Some user agents have connected joystick devices (also known as gamepads). These devices are desirable and suited to input for gaming applications, and for "10 foot" user interfaces (presentations, media viewers).
Currently, the only way for a joystick to be used as input would be to emulate mouse or keyboard events, however this would lose information and require additional software outside of the user agent to accomplish emulation.
Meanwhile, native applications are capable of accessing these devices via system APIs.
The Joystick API provides a solution to this problem by specifying interfaces that allow web applications to directly act on joystick data.
This specification references interfaces from a number of other specifications:
This specification defines conformance criteria that apply to a single product: the user agent that implements the interfaces that it contains.
Implementations that use ECMAScript to implement the APIs defined in this specification MUST implement them in a manner consistent with the ECMAScript Bindings defined in the Web IDL specification [[!WEBIDL]] as this specification uses that specification and terminology.
A conforming implementation is required to implement all fields defined in this specification.
This interface defines an individual joystick device.
axes
and button
data
have been updated from the hardware, relative to a previously saved
timestamp.
This interface defines a collection of Joysticks.

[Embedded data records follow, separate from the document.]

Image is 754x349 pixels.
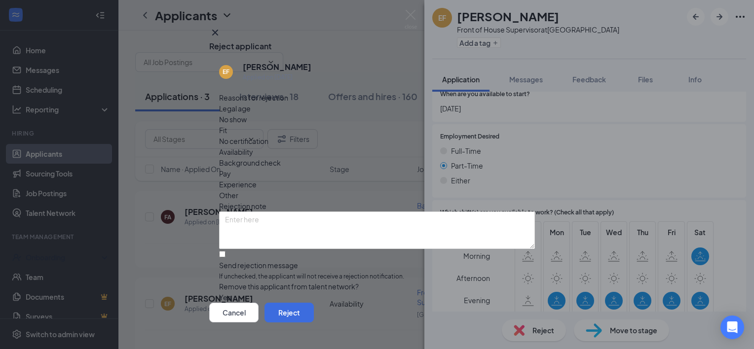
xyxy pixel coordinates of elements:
[219,157,281,168] span: Background check
[209,303,258,323] button: Cancel
[219,125,227,136] span: Fit
[219,179,256,190] span: Experience
[219,282,359,291] span: Remove this applicant from talent network?
[219,292,231,303] span: Yes
[219,272,535,282] span: If unchecked, the applicant will not receive a rejection notification.
[219,136,268,146] span: No certification
[243,73,311,82] div: Applied on [DATE]
[209,41,271,52] h3: Reject applicant
[219,114,247,125] span: No show
[222,68,229,76] div: EF
[219,93,288,102] span: Reasons for rejection
[219,168,231,179] span: Pay
[219,251,225,257] input: Send rejection messageIf unchecked, the applicant will not receive a rejection notification.
[219,146,253,157] span: Availability
[243,62,311,73] h5: [PERSON_NAME]
[209,27,221,38] button: Close
[219,103,251,114] span: Legal age
[219,202,266,211] span: Rejection note
[720,316,744,339] div: Open Intercom Messenger
[209,27,221,38] svg: Cross
[219,260,535,270] div: Send rejection message
[219,190,238,201] span: Other
[264,303,314,323] button: Reject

The DocumentJoysticks interface MUST be implemented on the Document object.
The example below demonstrates typical access to joysticks. Note the relationship with the WindowAnimationTiming [[!ANIMATION-TIMING]] interface.
function runAnimation() { window.requestAnimationFrame(runAnimation); for (var i = 0; i < document.joysticks.length; ++i) { var joy = document.joysticks[i]; // todo; simple demo of displaying joy.axes and joy.buttons } } window.requestAnimationFrame(runAnimation);
Coordination with WindowAnimationTiming
Interactive applications will typically be using the WindowAnimationTiming interface to drive animation, and will want coordinate animation with user joystick input. As such, the joystick data should be polled as closely as possible to immediately before the animation callbacks are executed, and with frequency matching that of the animation. That is, if the animation callbacks are running at 60Hz, the joystick inputs should also be sampled at that rate.
A user agent MUST dispatch this event type to indicate the user has connected a joystick. If a joystick was already connected when the page was loaded, the joystickconnected event will be dispatched when the user presses a button or moves an axis.
When a joystick is disconnected from the user agent, if the user agent has previously dispatched a joystickconnected event, a joystickdisconnected event MUST be dispatched.
More discussion needed, on whether to include or exclude axis and button
changed events, and whether to roll them more together
(joystickchanged
?), separate somewhat
(joystickaxischanged
?), or separate by individual axis
and button.
Many have made contributions in code, comments, or documentation:
Please let me know if I have inadvertently omitted your name.